I asked my mom and grandma what they were doing when they were 20.
This whole time I thought I knew their story. I didn't.

My grandma sent a voice message from Canada. She was a primary school teacher, had my mom at 22, my uncle at 25, and by 30 was working in the People's Commune after the Cultural Revolution. It was a whole lifetime I had never heard in detail.
My mom said she painted ceramics at the Foshan Folk Art Research Society. Then she told me the paintings I grew up looking at, the ones that always reminded me of Picasso, weren't from the factory. She painted them in 1992-1993. For herself.
I walked past those paintings every day for 20 years and never asked. That's when I realized how much we lose when we don't record family stories.
Why Most Families Never Record Their Stories
There's a version of your parents and grandparents you know well. The one who cooks dinner, asks if you've eaten, reminds you to bring an umbrella.
Then there's the version that existed before you were born.
The 20-year-old version who was scared, creative, ambitious, tired, figuring life out. Most families never meet that version because nobody thinks to ask.
The gap exists because:
Parents assume their kids aren't interested in family stories
Kids don't know what questions to ask their grandparents
Nobody presses record when stories come up naturally
Life gets busy and moments pass
What Voice Recording Reveals (47 Recordings Later)
Three months of casual voice recording gave me stories no photo could capture:
My mom's secret paintings — Abstract art she made for herself, not work
Grandma's Cultural Revolution life — 90 seconds of history told like a grocery list
Dad's first unprompted story — 4 minutes about a power outage (he never talks this much)
Voice preserves what text can't:
The pauses that carry weight
Laughter that reveals personality
Tone shifts when memories get real
Cantonese switching mid-sentence
See how Adoras organizes family voice recordings →
The Simplest Way To Start Recording Family Stories
You don't need equipment. You need one question and your phone.
Try this tonight:
Call your mom/dad/grandparent
Ask: "What were you doing after school at age 10?"
Press record first (use Adoras voice recording)
Let them talk
That's it. No script. No studio. The conversation is the point.
How Adoras Makes Family Voice Recording Easy
Learn more about Adoras voice features
Built for real family moments:
No more "I meant to record grandma but..."
Explore Adoras family timeline →
What Families Gain From Recording Stories
For the recorder: You meet the version of your family you never knew
For kids: They hear grandparents' real voices forever
For elders: They feel seen, not just endured
Real results from families using Adoras:
Dad who never talked now shares stories at dinner
4-year-old asks for "the fish lady story" by name
London sister listens to migration story when homesick
Start With One Question
The window is open right now. Parents are healthy. Grandparents are sharp. Memories are clear.
Ask them what they were doing at 20.
Press record before they answer.
You might learn:
Your mom made art nobody saw
Your dad had a life before "dad"
Grandma survived history books as a real person
Start recording your family stories free →
Frequently Asked Questions About Recording Family Stories
How do I start recording my parents' stories?
Call them. Ask one question like "What were you doing at 20?" Press record first. Use Adoras for automatic organization and transcription.
What if my parents don't like being recorded?
Start casual. Record at dinner, set phone on table. Most forget it's there after 30 seconds. Adoras makes it feel natural.
Can Adoras transcribe Cantonese family stories?
Yes, automatic transcription handles Cantonese, English, and code-switching between both languages.
How much time does voice recording actually take?
2 minutes per story. 10 stories = under 30 minutes total. Adoras handles organization afterward.
What happens after I record family stories?
Adoras organizes by date/topic, links to photos, creates searchable family timeline. Share privately with family.
Do I need special equipment to record grandparents?
No. Use your phone. Adoras works with any device and cleans up background noise automatically.
Can I add photos to voice stories?
Yes. Link voice recordings to specific photos or events. Adoras groups related memories together.
Is Adoras safe for family stories?
Private by default. Share only with family groups you create. No public sharing without permission.
47 recordings taught me more about my family than 20 years of photos. Your family has stories waiting too.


What you have to do:
Leaving the images out, output each entry below exactly.

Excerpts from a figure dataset
⁂

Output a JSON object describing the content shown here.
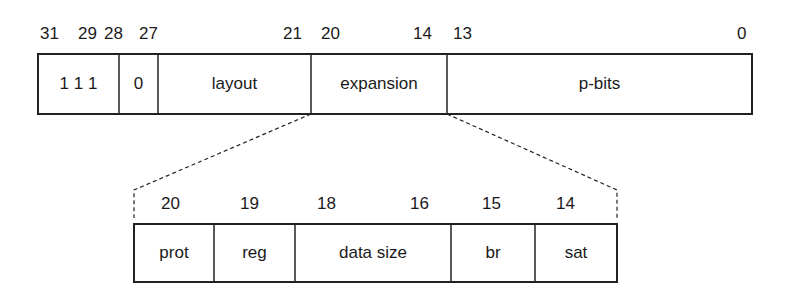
{
  "register": {
    "bit_labels": [
      {
        "text": "31",
        "x": 40
      },
      {
        "text": "29",
        "x": 78
      },
      {
        "text": "28",
        "x": 104
      },
      {
        "text": "27",
        "x": 139
      },
      {
        "text": "21",
        "x": 283
      },
      {
        "text": "20",
        "x": 321
      },
      {
        "text": "14",
        "x": 413
      },
      {
        "text": "13",
        "x": 453
      },
      {
        "text": "0",
        "x": 737
      }
    ],
    "fields": [
      {
        "name": "fixed-bits",
        "label": "1 1 1",
        "x1": 38,
        "x2": 119
      },
      {
        "name": "zero-bit",
        "label": "0",
        "x1": 119,
        "x2": 158
      },
      {
        "name": "layout",
        "label": "layout",
        "x1": 158,
        "x2": 311
      },
      {
        "name": "expansion",
        "label": "expansion",
        "x1": 311,
        "x2": 447
      },
      {
        "name": "p-bits",
        "label": "p-bits",
        "x1": 447,
        "x2": 752
      }
    ]
  },
  "expansion_detail": {
    "bit_labels": [
      {
        "text": "20",
        "x": 161
      },
      {
        "text": "19",
        "x": 240
      },
      {
        "text": "18",
        "x": 317
      },
      {
        "text": "16",
        "x": 410
      },
      {
        "text": "15",
        "x": 482
      },
      {
        "text": "14",
        "x": 556
      }
    ],
    "fields": [
      {
        "name": "prot",
        "label": "prot",
        "x1": 134,
        "x2": 214
      },
      {
        "name": "reg",
        "label": "reg",
        "x1": 214,
        "x2": 295
      },
      {
        "name": "data-size",
        "label": "data size",
        "x1": 295,
        "x2": 451
      },
      {
        "name": "br",
        "label": "br",
        "x1": 451,
        "x2": 535
      },
      {
        "name": "sat",
        "label": "sat",
        "x1": 535,
        "x2": 617
      }
    ]
  },
  "colors": {
    "line": "#222222",
    "text": "#1a1a1a",
    "background": "#ffffff"
  }
}
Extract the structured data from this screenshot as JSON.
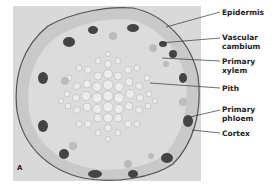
{
  "figure": {
    "panel_letter": "A",
    "labels": [
      {
        "id": "epidermis",
        "text": "Epidermis"
      },
      {
        "id": "vascular-cambium",
        "text": "Vascular cambium"
      },
      {
        "id": "primary-xylem",
        "text": "Primary xylem"
      },
      {
        "id": "pith",
        "text": "Pith"
      },
      {
        "id": "primary-phloem",
        "text": "Primary phloem"
      },
      {
        "id": "cortex",
        "text": "Cortex"
      }
    ]
  }
}
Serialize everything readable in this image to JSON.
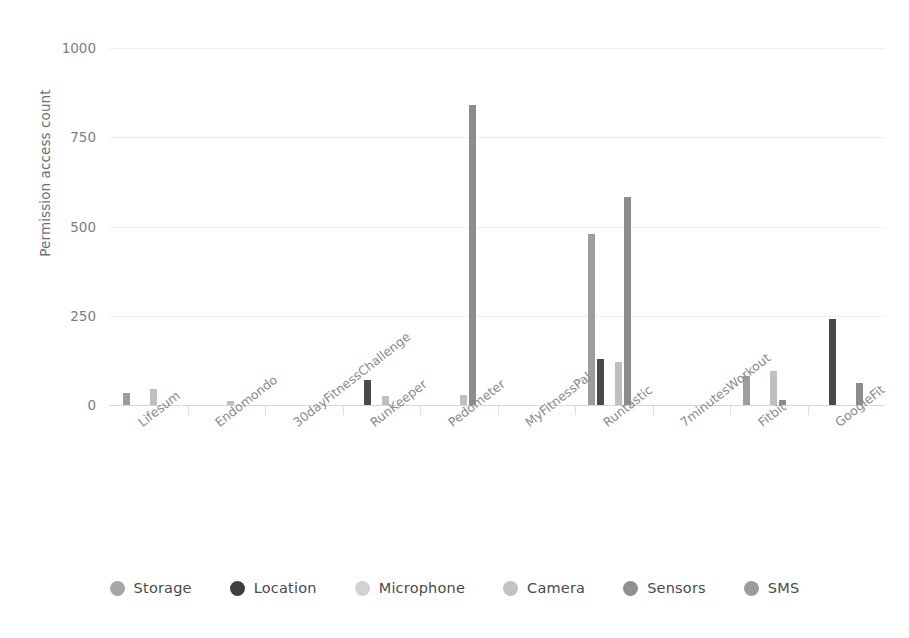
{
  "chart_data": {
    "type": "bar",
    "title": "",
    "xlabel": "",
    "ylabel": "Permission access count",
    "ylim": [
      0,
      1000
    ],
    "yticks": [
      0,
      250,
      500,
      750,
      1000
    ],
    "ytick_labels": [
      "0",
      "250",
      "500",
      "750",
      "1000"
    ],
    "grid": true,
    "legend_position": "bottom",
    "categories": [
      "Lifesum",
      "Endomondo",
      "30dayFitnessChallenge",
      "RunKeeper",
      "Pedometer",
      "MyFitnessPal",
      "Runtastic",
      "7minutesWorkout",
      "Fitbit",
      "GoogleFit"
    ],
    "series": [
      {
        "name": "Storage",
        "color": "#9d9d9d",
        "values": [
          35,
          0,
          0,
          0,
          0,
          0,
          480,
          0,
          82,
          0
        ]
      },
      {
        "name": "Location",
        "color": "#4a4a4a",
        "values": [
          0,
          0,
          0,
          70,
          0,
          0,
          130,
          0,
          0,
          240
        ]
      },
      {
        "name": "Microphone",
        "color": "#cfcfcf",
        "values": [
          0,
          0,
          0,
          0,
          0,
          0,
          0,
          0,
          0,
          0
        ]
      },
      {
        "name": "Camera",
        "color": "#bfbfbf",
        "values": [
          45,
          10,
          0,
          25,
          28,
          0,
          120,
          0,
          95,
          0
        ]
      },
      {
        "name": "Sensors",
        "color": "#8c8c8c",
        "values": [
          0,
          0,
          0,
          0,
          840,
          0,
          583,
          0,
          14,
          62
        ]
      },
      {
        "name": "SMS",
        "color": "#989898",
        "values": [
          0,
          0,
          0,
          0,
          0,
          0,
          0,
          0,
          0,
          0
        ]
      }
    ]
  },
  "legend": {
    "items": [
      {
        "label": "Storage",
        "color": "#a6a6a6"
      },
      {
        "label": "Location",
        "color": "#3f3f3f"
      },
      {
        "label": "Microphone",
        "color": "#d2d2d2"
      },
      {
        "label": "Camera",
        "color": "#c2c2c2"
      },
      {
        "label": "Sensors",
        "color": "#8f8f8f"
      },
      {
        "label": "SMS",
        "color": "#9b9b9b"
      }
    ]
  }
}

⁂

Answer to the exercise:
Output a JSON object describing the content shown here.
{
  "register": {
    "bit_labels": [
      {
        "text": "31",
        "x": 40
      },
      {
        "text": "29",
        "x": 78
      },
      {
        "text": "28",
        "x": 104
      },
      {
        "text": "27",
        "x": 139
      },
      {
        "text": "21",
        "x": 283
      },
      {
        "text": "20",
        "x": 321
      },
      {
        "text": "14",
        "x": 413
      },
      {
        "text": "13",
        "x": 453
      },
      {
        "text": "0",
        "x": 737
      }
    ],
    "fields": [
      {
        "name": "fixed-bits",
        "label": "1 1 1",
        "x1": 38,
        "x2": 119
      },
      {
        "name": "zero-bit",
        "label": "0",
        "x1": 119,
        "x2": 158
      },
      {
        "name": "layout",
        "label": "layout",
        "x1": 158,
        "x2": 311
      },
      {
        "name": "expansion",
        "label": "expansion",
        "x1": 311,
        "x2": 447
      },
      {
        "name": "p-bits",
        "label": "p-bits",
        "x1": 447,
        "x2": 752
      }
    ]
  },
  "expansion_detail": {
    "bit_labels": [
      {
        "text": "20",
        "x": 161
      },
      {
        "text": "19",
        "x": 240
      },
      {
        "text": "18",
        "x": 317
      },
      {
        "text": "16",
        "x": 410
      },
      {
        "text": "15",
        "x": 482
      },
      {
        "text": "14",
        "x": 556
      }
    ],
    "fields": [
      {
        "name": "prot",
        "label": "prot",
        "x1": 134,
        "x2": 214
      },
      {
        "name": "reg",
        "label": "reg",
        "x1": 214,
        "x2": 295
      },
      {
        "name": "data-size",
        "label": "data size",
        "x1": 295,
        "x2": 451
      },
      {
        "name": "br",
        "label": "br",
        "x1": 451,
        "x2": 535
      },
      {
        "name": "sat",
        "label": "sat",
        "x1": 535,
        "x2": 617
      }
    ]
  },
  "colors": {
    "line": "#222222",
    "text": "#1a1a1a",
    "background": "#ffffff"
  }
}
Extract the structured data from this screenshot as JSON.
{
  "figure": {
    "panel_letter": "A",
    "labels": [
      {
        "id": "epidermis",
        "text": "Epidermis"
      },
      {
        "id": "vascular-cambium",
        "text": "Vascular cambium"
      },
      {
        "id": "primary-xylem",
        "text": "Primary xylem"
      },
      {
        "id": "pith",
        "text": "Pith"
      },
      {
        "id": "primary-phloem",
        "text": "Primary phloem"
      },
      {
        "id": "cortex",
        "text": "Cortex"
      }
    ]
  }
}
Serialize everything readable in this image to JSON.
{
  "chart_data": {
    "type": "bar",
    "title": "",
    "xlabel": "",
    "ylabel": "Permission access count",
    "ylim": [
      0,
      1000
    ],
    "yticks": [
      0,
      250,
      500,
      750,
      1000
    ],
    "ytick_labels": [
      "0",
      "250",
      "500",
      "750",
      "1000"
    ],
    "grid": true,
    "legend_position": "bottom",
    "categories": [
      "Lifesum",
      "Endomondo",
      "30dayFitnessChallenge",
      "RunKeeper",
      "Pedometer",
      "MyFitnessPal",
      "Runtastic",
      "7minutesWorkout",
      "Fitbit",
      "GoogleFit"
    ],
    "series": [
      {
        "name": "Storage",
        "color": "#9d9d9d",
        "values": [
          35,
          0,
          0,
          0,
          0,
          0,
          480,
          0,
          82,
          0
        ]
      },
      {
        "name": "Location",
        "color": "#4a4a4a",
        "values": [
          0,
          0,
          0,
          70,
          0,
          0,
          130,
          0,
          0,
          240
        ]
      },
      {
        "name": "Microphone",
        "color": "#cfcfcf",
        "values": [
          0,
          0,
          0,
          0,
          0,
          0,
          0,
          0,
          0,
          0
        ]
      },
      {
        "name": "Camera",
        "color": "#bfbfbf",
        "values": [
          45,
          10,
          0,
          25,
          28,
          0,
          120,
          0,
          95,
          0
        ]
      },
      {
        "name": "Sensors",
        "color": "#8c8c8c",
        "values": [
          0,
          0,
          0,
          0,
          840,
          0,
          583,
          0,
          14,
          62
        ]
      },
      {
        "name": "SMS",
        "color": "#989898",
        "values": [
          0,
          0,
          0,
          0,
          0,
          0,
          0,
          0,
          0,
          0
        ]
      }
    ]
  },
  "legend": {
    "items": [
      {
        "label": "Storage",
        "color": "#a6a6a6"
      },
      {
        "label": "Location",
        "color": "#3f3f3f"
      },
      {
        "label": "Microphone",
        "color": "#d2d2d2"
      },
      {
        "label": "Camera",
        "color": "#c2c2c2"
      },
      {
        "label": "Sensors",
        "color": "#8f8f8f"
      },
      {
        "label": "SMS",
        "color": "#9b9b9b"
      }
    ]
  }
}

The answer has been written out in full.